“I think you will. In fact, I may never have been able to stop you from remembering, or at least from passing on what you have learned. Hmm. That’s irksome.”
“Please explain?”
“The distributed device within your brain and central nervous system, which I have, annoyingly, only recently become aware of, will have recorded its own memories of this encounter and would be able to transmit them to your own biological brain. I strongly suspect it has already transmitted our conversation so far… else where. Perhaps to the drone you arrived with and the ship you arrived on. That is very unusual. Unique, even. Also, most irritating.”
“What are you talking about? Do you mean a neural lace?”
“Within a sufficiently wide definition, yes. It is certainly some thing similar.”
“Well, you’re wrong. I don’t have a neural lace.”
“I think you do.”
“And I know I don’t.”
“I beg to differ, as those who are right have always begged to differ from those who are wrong but refuse to admit it.”
“Look, I would know if…” She heard her voice trail off, her jaw going slack as the relevant string relaxed, leaving her speechless.
“Yes?”
She was pulled upright. “I do
“But you do, Ms. Nsokyi. It is an unconventional example of high exoticism, but it would pass most people’s definition of just such a device.”
“This is absurd. Who would put such a…?” Again, she heard her voice die away as she realised.
“As I believe you may have just started to suspect, I think Special Circumstances did.”
Yime Nsokyi stared at the thing in the middle of the great dark sphere. It had given up representing pan-human sexual organs to become a little black scintillating mote, then nothing, then she seemed to be flung backwards from it, trailing her strings rippling behind her, flying through intervening walls and structure as though they weren’t there, her clothes flapping madly in the howling gale of her backward-rushing regress, her strings, whipped to destruction, suddenly snapping off in the maniacal slipstream as she was missiled back towards her cabin. The wind noise rose to a shriek, her clothes were torn off her body as though she’d been caught in a terrible explosion and she plunged naked and howling into her bed in a great burst of ripped fabric and slowly spouting, wildly frothing water.
Yime came to in what felt like a struggle with reality itself, writhing and choking in the midst of the slowly descending waters. She was still wearing the sodden night-dress, though it was bunched up round her armpits. The huge room was lit by something strobing white and pink. She coughed, rolled across the punctured bed through the remaining pools of water and hauled herself over the raised edge, looking for the drone.
The drone lay on its back, spinning on the floor. That didn’t look good, she thought, as she fell out of the bed.
“I think we need-” she began.
A bolt of violet lightning speared down from the ceiling, crashing into the drone and puncturing it, blowing a fine yellow white mist towards her; the mist was incandescent, the sparks within it setting fire to whatever they touched. The drone had been holed straight through and split almost in half by the blast. Spatterings from the mist of molten metals hit her legs, burning a dozen tiny holes in her skin. She screamed, rolled away across the damp floor. She felt her pain-management system cut in, slicing off the red-hot-needle sensations.
A knife missile bounced out of the front part of the drone’s fractured casing. It flew towards her. She thought she heard it start to say something, then it too was bludgeoned by a violet bolt from above, blasting it apart. A white-hot fragment tore past her cheek, another tugged at the night-dress where it had part fallen back across her chest. Smoke and flames seemed to be all around her. She flattened, started to crawl away as fast as she could.
There was the whip-crack of a supersonic boom, making her ears close up. Suddenly a knife missile was there, a metre in front of her. It flicked upright so that its shimmering point-field was aimed straight at the ceiling; another violet lightning bolt slammed down, hammering the knife missile’s blunt end halfway into the floor.
“CROUCH! CROUCH NOW! CROUCH POSITION! CROUCH POSITION!” the missile bellowed at her before a second bolt blew it apart and something smacked her hard in the side of the head.
She had jumped half-up and was already crouched in the Emergency Displace posture – ankles together, knees together, bum on heels, arms wrapped round her legs, head sideway to her knees – by the time the drone got to the first “POSITION”.
Cerise fire filled the air all around and a terrific thunderclap slapped across her, trying to force the air out of her lungs. For an instant everything went utterly quiet and dark. Then suddenly she was squeezed, compressed to the point where she could feel her bones start to bend, hear her spine creak and knew that if she hadn’t been under the pain-control regime she’d be screaming in agony.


■ Work request: Give an exact reproduction of the lines from the one with "Find the location of a particular element. The" to the final line of the entries below, both ends included, and omit the pictures.

Entries taken from a collection:
********

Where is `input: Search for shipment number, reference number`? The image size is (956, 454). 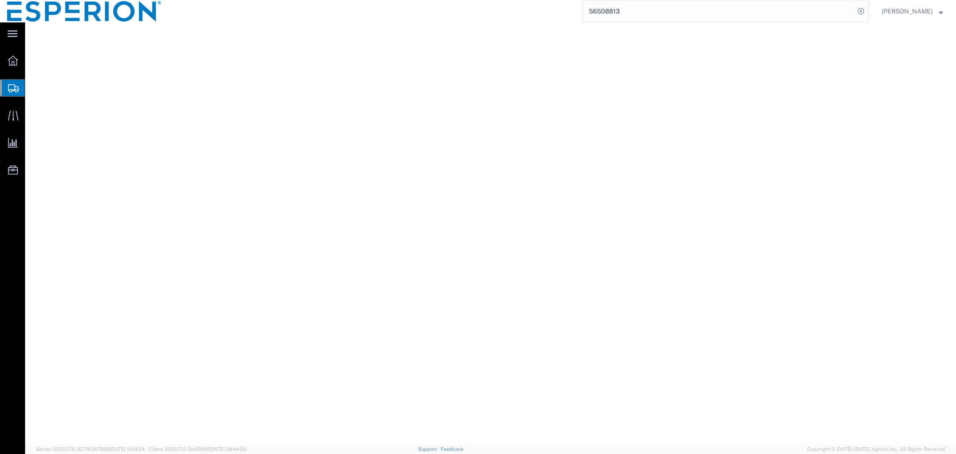 input: Search for shipment number, reference number is located at coordinates (719, 11).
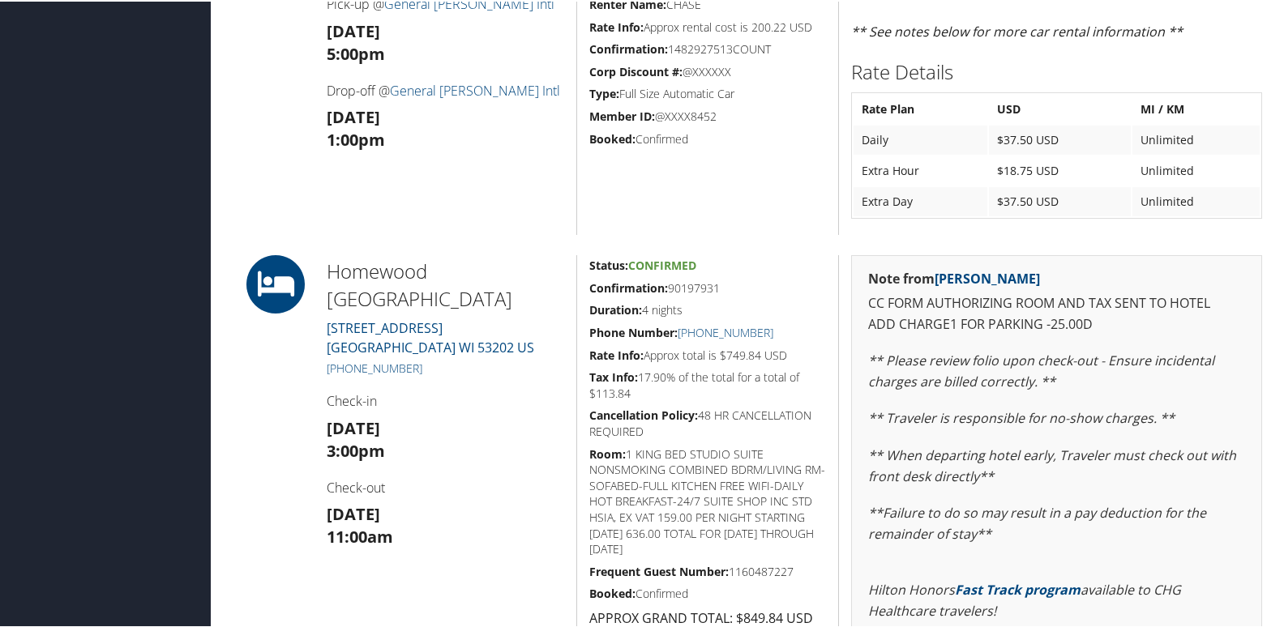 Image resolution: width=1284 pixels, height=627 pixels. I want to click on strong: Corp Discount #:, so click(636, 70).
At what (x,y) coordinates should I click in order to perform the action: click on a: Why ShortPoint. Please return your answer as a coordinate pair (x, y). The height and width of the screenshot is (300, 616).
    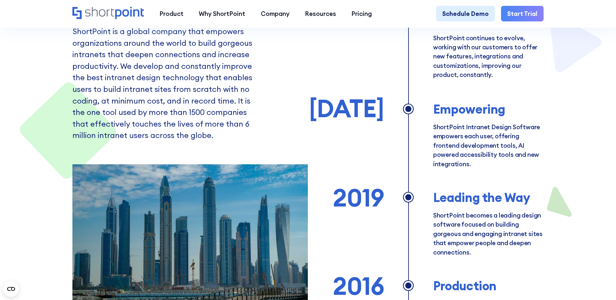
    Looking at the image, I should click on (222, 13).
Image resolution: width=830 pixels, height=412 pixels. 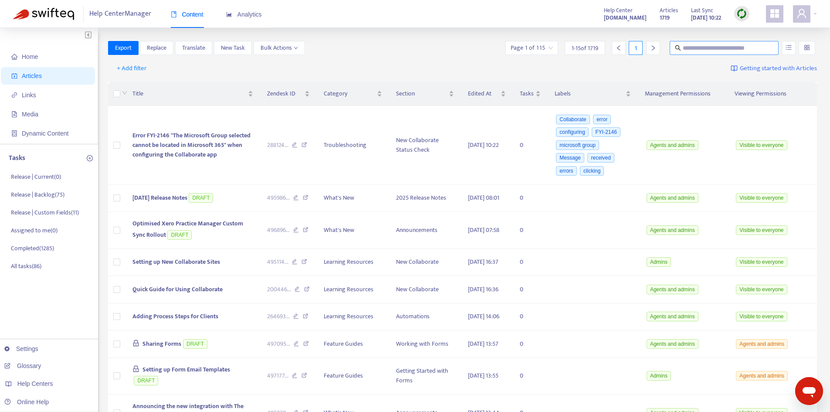 I want to click on img: Swifteq, so click(x=44, y=14).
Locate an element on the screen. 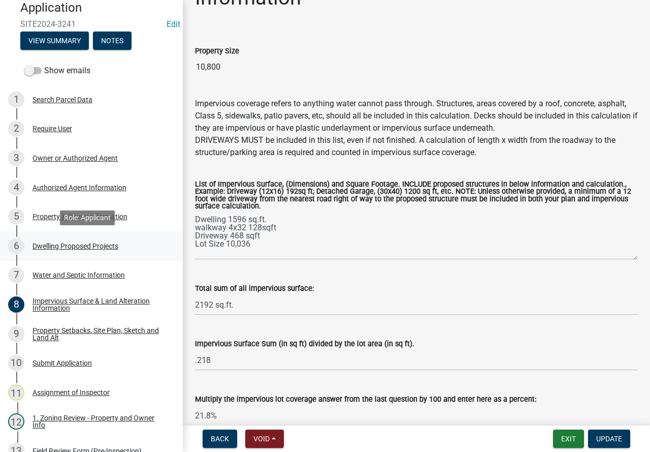  div: Impervious Surface & Land Alteration Information is located at coordinates (100, 304).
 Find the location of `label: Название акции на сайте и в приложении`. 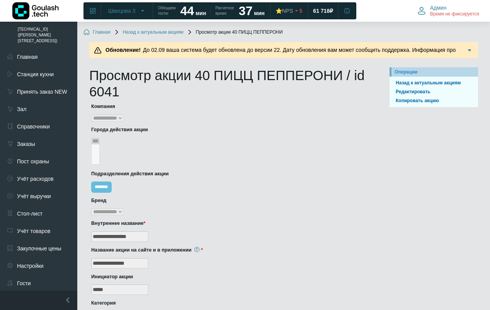

label: Название акции на сайте и в приложении is located at coordinates (232, 250).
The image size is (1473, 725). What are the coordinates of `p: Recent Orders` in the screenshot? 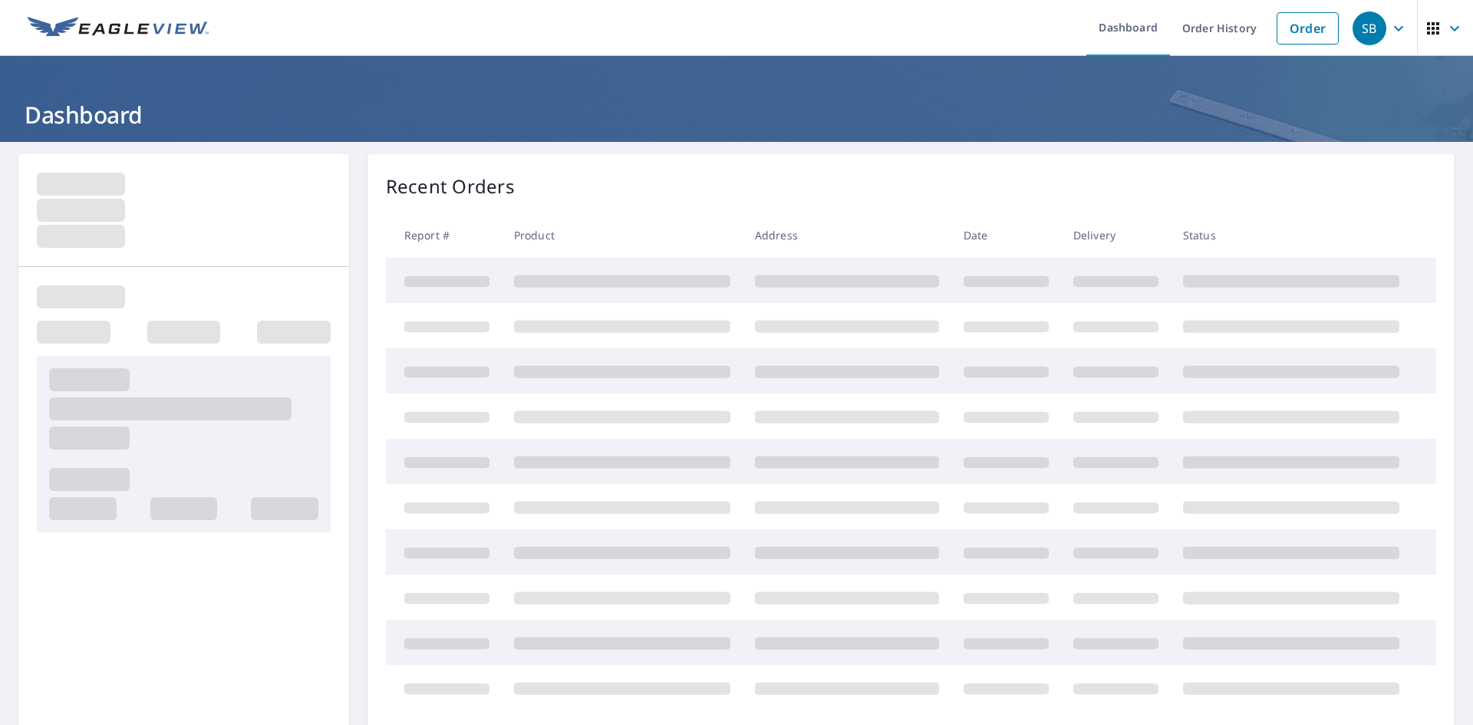 It's located at (450, 186).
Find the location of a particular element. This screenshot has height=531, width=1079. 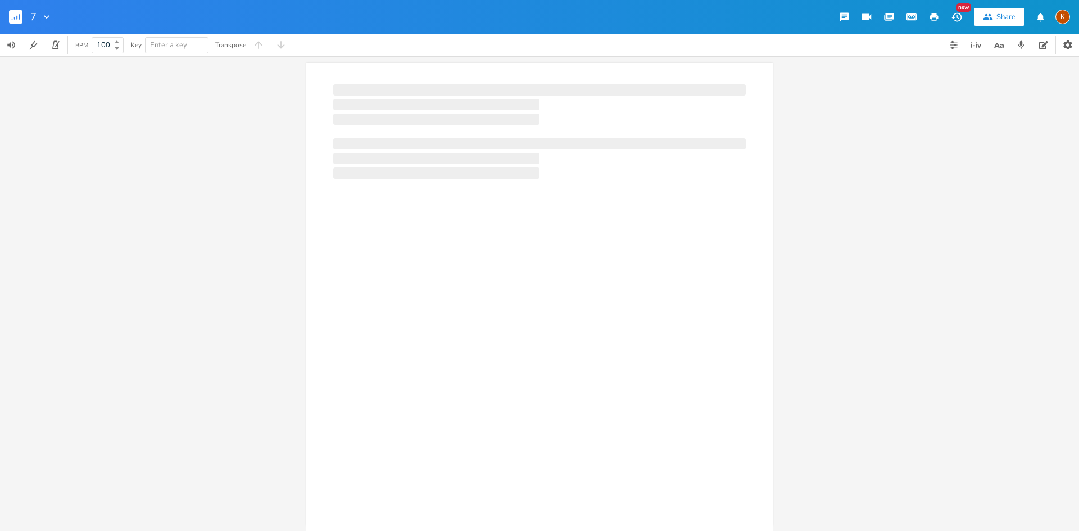

button: K is located at coordinates (1062, 17).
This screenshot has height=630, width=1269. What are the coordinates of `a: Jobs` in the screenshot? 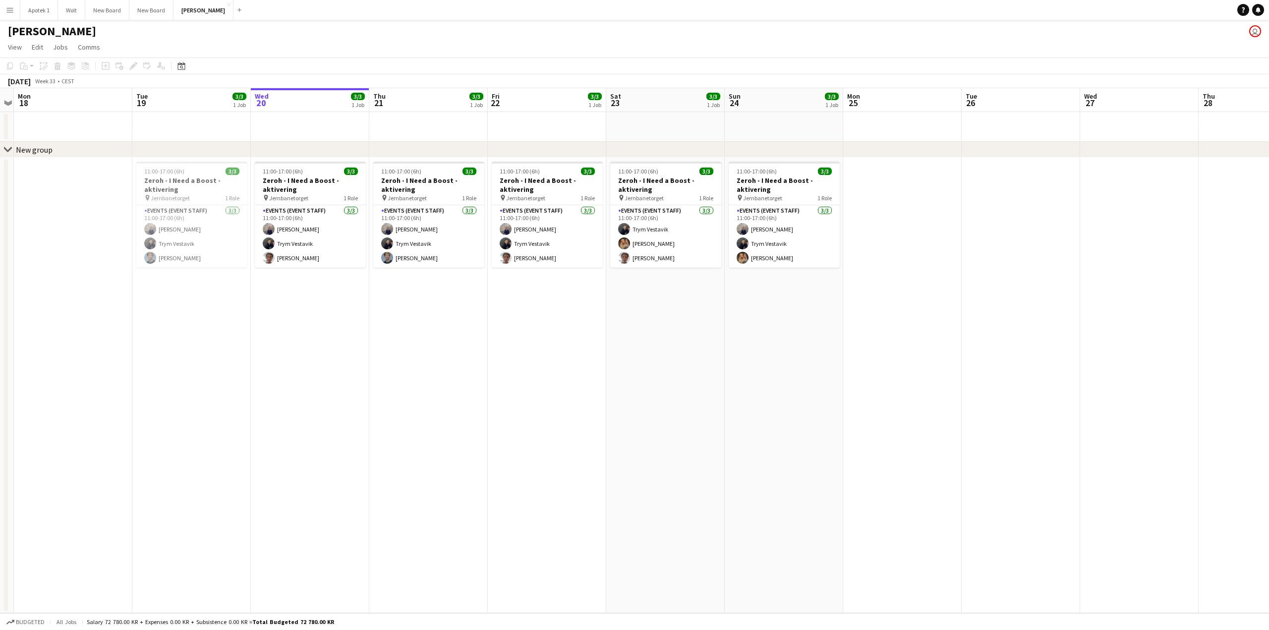 It's located at (60, 47).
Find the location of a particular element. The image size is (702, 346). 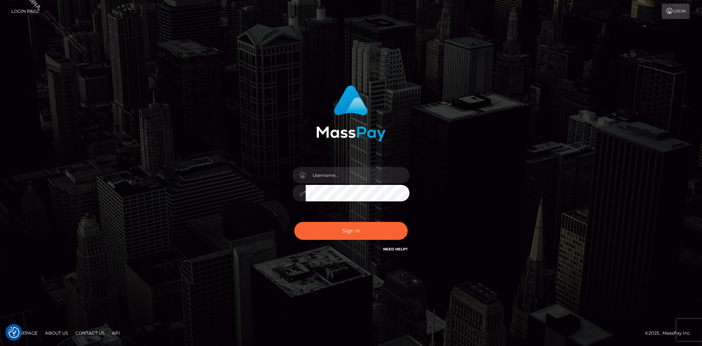

input: Username... is located at coordinates (358, 175).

********

■ Answer to this task:
Find the location of a particular element. The image size is (702, 346). 

input: Username... is located at coordinates (358, 175).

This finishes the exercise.